If you had a magic wand, what one thing would you change in the banking and/or FinTech sector?
I would remove the "latency tax" in business finance — the time delay between revenue and cost happening, and a decision-maker seeing it clearly.
Too many businesses still learn the truth about spend and margin at month-end. FinTech should make financial reality visible in near real time, embedded directly into operational workflows — approvals, categorisation, project/job allocation, forecasting. That's exactly the direction we're pushing with Scoro, and now together with Envoice.
What is your message for the larger players in the Financial Services marketplace?
Time deserves the same level of respect as money.
In finance, we account for every cent. We know exactly where money was spent, what the ROI was, and where we need to cut or invest more. But when it comes to time, which is often a company's most expensive resource, we're far less disciplined.

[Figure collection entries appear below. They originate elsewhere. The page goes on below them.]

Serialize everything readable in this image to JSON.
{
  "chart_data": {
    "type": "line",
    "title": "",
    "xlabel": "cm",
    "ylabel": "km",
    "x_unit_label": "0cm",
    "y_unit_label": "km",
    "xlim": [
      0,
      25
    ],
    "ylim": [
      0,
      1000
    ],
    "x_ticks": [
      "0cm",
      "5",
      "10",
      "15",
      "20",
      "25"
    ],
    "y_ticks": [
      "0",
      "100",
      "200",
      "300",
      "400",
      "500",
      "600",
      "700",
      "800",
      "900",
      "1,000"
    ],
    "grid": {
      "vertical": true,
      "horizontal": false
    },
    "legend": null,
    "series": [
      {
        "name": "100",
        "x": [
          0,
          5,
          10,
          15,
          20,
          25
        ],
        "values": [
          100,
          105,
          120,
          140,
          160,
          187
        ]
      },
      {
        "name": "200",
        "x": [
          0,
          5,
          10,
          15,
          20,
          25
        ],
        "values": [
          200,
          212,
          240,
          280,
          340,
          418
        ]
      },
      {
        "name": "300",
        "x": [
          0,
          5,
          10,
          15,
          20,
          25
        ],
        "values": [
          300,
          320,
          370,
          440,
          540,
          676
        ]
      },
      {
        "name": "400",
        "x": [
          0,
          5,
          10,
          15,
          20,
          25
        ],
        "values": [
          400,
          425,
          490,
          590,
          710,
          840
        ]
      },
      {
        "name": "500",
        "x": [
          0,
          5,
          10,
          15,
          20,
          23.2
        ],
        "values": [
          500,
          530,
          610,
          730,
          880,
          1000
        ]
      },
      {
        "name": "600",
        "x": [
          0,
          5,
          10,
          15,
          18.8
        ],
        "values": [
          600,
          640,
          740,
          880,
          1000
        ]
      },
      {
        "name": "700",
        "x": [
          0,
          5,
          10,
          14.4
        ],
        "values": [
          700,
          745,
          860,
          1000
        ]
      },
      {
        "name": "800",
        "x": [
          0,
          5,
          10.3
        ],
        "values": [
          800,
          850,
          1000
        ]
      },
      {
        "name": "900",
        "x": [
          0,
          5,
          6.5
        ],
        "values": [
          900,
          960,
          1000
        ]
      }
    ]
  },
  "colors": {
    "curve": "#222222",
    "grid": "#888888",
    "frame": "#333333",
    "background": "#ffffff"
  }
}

Most businesses still can't clearly answer simple questions: Where did our people actually spend their time? Which activities created value, and which were just busy work? Are we investing our time in the same deliberate way we invest capital?
That's why time and money need to live in the same system. When estimates, time spent, internal and external costs, and revenue are connected, businesses can understand in real time how they're actually performing - not just financially, but operationally.
Instead of discovering problems when it's too late, leaders can see early signals: where time is being wasted, where margins are under pressure, and where effort should be redirected. The goal isn't more reporting — it's faster, better decisions that help teams focus on the work that truly creates value.
Where do you get your Financial Services/FinTech industry news from?
I keep an eye on Bloomberg, Yahoo Finance and TechCrunch for broader trends. When it comes to SaaS, Kellblog.com and Saastr are some of the best sources of information.
Can you list 3 people you rate from the FinTech and/or Financial Services sector that we should be following on LinkedIn, and why?
- Taavet Hinrikus (Co-founder of Wise): Proof that Estonian tech can disrupt global finance
- Martin Sokk - (Co-founder and CEO of Lightyear): another Estonian FinTech founder, building a multi-market investing platform across 22+ European countries
- Aaron Harris - (Global CTO of Sage, a founding leader of Sage Intacct): A true innovation leader. He has a great perspective on how AI should be applied in FinTech, where accuracy and reliability are absolute must-haves
What FinTech services (and/or apps) do you personally use?
- Yahoo Finance (managing my stocks): finance.yahoo.com
- Fundrbird (managing my fund investments): https://fundrbird.com
- Stripe (powering our customer payments): https://stripe.com
- Envoice (managing cost and expenses): www.envoice.eu
What's the best new FinTech product or service you've seen recently?
Not as a user but I know some of my friends in the construction industry are excited about planyard, a construction-specific accounting tool.
Finally, let's talk predictions. What trends do you think are going to define the next few years in the FinTech sector?
Two trends I'd bet on:
- AI moves from insights to execution. We'll see more AI that doesn't just analyse, but also does the work: extracting documents, routing approvals, coding spend and preparing audit-ready trails. That's already visible in our approach to automated extraction and categorisation.
- Leaders, even in smaller companies, will be expected to run their businesses with far more financial precision, as margins are getting thinner and customers demand transparency. They will need to understand unit economics at a much deeper level. AI will be the accelerant of this trend.
We'd like to thank Fred for taking the time to speak with us. You can find out more about Scoro on their website.